Even then, too young to know better but somehow capable of it anyway, I knew it wasn’t true. I wasn’t surprised when a year passed without her presence, then another, and another, and another.
Abandonment issues—that’s what I got from my mother. Not her eyes or her smile. Just the bone-deep anxiety that no one is ever going to want me enough. That I’m not wantable at all. It’s why I reject before I can be rejected. Why I’ve never really had any friends let alone any relationships. Why I don’t trust a damn thing anyone’s ever promised me.
Why I’ve been sitting on the steps outside Bright Horizons Rehabilitation Center for all of two minutes and I’ve already convinced myself that Lux isn’t coming.

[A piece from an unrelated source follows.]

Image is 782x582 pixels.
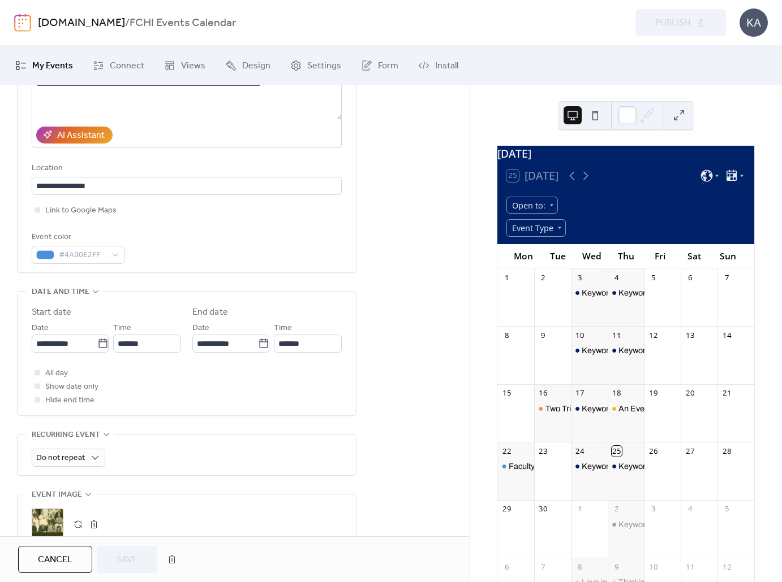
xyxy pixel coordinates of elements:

Fussing with my shiny new red chip, I refuse to stare at the empty driveway. If she doesn’t come, she doesn’t come. That’s fine. It would be great, actually. A fucking relief. Then, I don’t have to go home, I don’t have to see my family, I don’t have to stay sober.
Not that I can’t. I could, if I wanted to. If I thought I needed to, if I thought I actually had a problem. Which I don’t. Ididn’t. I had the shakes the first week here—big fucking deal. It was anxiety and frustration and a whole lot of dread at the prospect of being trapped in another hellhole with more people who smile all the time and speak inthatvoice, the slow, lilting one that makes me feel like a fucking child.
Lux probably changed her mind. That’s why she’s—I glance at the cracked screen of the phone that didn’t receive a single message in the thirty whole days we were separated—four minutes late.Ichanged her mind for her. We didn’t exactly part on excellent terms; I believe the last thing I said to her, as she was dropping me off at this phony utopia that looks more like a luxury spa and is such a far cry from the state-run facility I attended last time, was something along the lines of ‘I’ll never forgive you for this.’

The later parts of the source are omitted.